For a long time the problem of fraud lay politically dormant. Multiple studies sought to rectify this by demonstrating the human impact of fraud, but it is the sheer scale of fraud which has now brought it to our attention. It now sits in very stark relief with the inclusion of fraud for the first time in official crime statistics, showing 3.8 million incidents of fraud occurring in a single year, more prevalent than any other crime type in England and Wales.
Given those figures our estimate that up to 45% of recorded fraud is linked to organised crime shows the scale of the impact of organised crime on people and businesses in the UK.
So what does this mean for the policing of fraud and organised crime?

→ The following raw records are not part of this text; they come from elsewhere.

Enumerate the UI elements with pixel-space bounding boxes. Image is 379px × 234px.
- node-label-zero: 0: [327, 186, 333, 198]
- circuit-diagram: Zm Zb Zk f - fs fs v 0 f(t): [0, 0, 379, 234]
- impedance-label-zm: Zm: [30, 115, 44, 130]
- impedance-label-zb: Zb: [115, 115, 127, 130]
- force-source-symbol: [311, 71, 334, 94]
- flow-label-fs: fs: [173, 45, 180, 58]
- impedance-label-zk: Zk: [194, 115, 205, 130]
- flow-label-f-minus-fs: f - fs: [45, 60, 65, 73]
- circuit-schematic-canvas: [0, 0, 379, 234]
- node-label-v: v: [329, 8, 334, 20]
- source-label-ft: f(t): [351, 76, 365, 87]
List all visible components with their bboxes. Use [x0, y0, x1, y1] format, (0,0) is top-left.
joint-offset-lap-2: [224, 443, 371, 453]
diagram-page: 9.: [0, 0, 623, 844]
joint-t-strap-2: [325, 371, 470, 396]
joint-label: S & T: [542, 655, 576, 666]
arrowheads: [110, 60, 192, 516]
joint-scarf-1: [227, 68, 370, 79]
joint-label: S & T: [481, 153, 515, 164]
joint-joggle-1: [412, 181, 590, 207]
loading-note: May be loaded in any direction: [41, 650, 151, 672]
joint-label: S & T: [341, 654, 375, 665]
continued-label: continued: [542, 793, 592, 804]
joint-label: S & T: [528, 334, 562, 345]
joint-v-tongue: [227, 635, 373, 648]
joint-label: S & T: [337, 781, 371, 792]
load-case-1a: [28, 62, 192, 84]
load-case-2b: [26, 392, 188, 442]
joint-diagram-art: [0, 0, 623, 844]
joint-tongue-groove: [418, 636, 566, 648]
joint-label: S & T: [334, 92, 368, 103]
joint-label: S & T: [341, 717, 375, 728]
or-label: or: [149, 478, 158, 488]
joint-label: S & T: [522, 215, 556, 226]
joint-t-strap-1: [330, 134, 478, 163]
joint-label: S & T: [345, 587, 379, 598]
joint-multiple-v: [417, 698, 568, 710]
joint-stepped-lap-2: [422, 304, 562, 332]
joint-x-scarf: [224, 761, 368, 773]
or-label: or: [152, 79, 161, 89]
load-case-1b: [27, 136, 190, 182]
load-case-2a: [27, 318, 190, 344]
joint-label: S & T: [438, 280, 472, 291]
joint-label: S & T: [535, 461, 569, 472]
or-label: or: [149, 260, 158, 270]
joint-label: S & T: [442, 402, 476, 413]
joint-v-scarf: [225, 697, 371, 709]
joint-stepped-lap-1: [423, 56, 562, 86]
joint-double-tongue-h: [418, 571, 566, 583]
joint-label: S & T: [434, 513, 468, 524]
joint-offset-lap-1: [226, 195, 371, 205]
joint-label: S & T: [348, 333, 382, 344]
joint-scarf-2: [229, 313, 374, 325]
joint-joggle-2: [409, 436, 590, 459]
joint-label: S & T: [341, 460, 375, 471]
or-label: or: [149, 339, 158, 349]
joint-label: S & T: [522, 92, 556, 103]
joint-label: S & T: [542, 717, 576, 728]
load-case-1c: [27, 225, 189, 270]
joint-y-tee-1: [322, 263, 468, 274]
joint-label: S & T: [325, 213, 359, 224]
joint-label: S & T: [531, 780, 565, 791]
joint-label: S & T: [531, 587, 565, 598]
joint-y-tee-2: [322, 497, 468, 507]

Simply put fraud does not receive sufficient priority from the police and the links to organised crime are not well understood. Despite the figures quoted above, neither of the two police force areas that were the focus of our research had mapped a single recognised organised crime group (OCG) with a substantive link to fraud. Nor did fraud have much of a presence in their strategic outlook for organised crime. These forces are unlikely to be unusual in these respects.
Rather uniquely organised fraud is volume organised crime, impacting on a large number of people and businesses in the UK, and operating in increasingly plain sight as recording mechanisms for fraud improve. However, the established police response to organised crime is largely centred on tackling known local perpetrators, rather than dealing with offenders who in the case of fraud operate in other parts of the country and overseas. As a result none of the specialist resources and tactics that are the preserve of organised crime enforcement are applied to fraud. The question remains, in the absence of an offender to catch, what is the nature and extent of the role for local policing in reducing the substantial harms cause by organised fraud?
Of course fraud does not necessarily call for the same types of local policing resource as other more traditional forms of organised crime. Nevertheless it should not slip through organisational cracks, deemed too specialist for general police practitioners while remaining out of scope to established OCG monitoring systems.
The government has for a number of years been pushing for a more diversified response to organised crime, one that embraces more preventative interventions for reducing victimisation and harm to communities. Identifying whether a fraud is organised’ or not has its challenges, especially from a viewpoint confined to the borders of a single police force. However by targeting the problem rather than the offenders this question becomes rather academic, because the focus becomes less about unravelling offender networks through covert tactics or other specialist techniques and more about engaging, safeguarding and protecting potential victims and communities.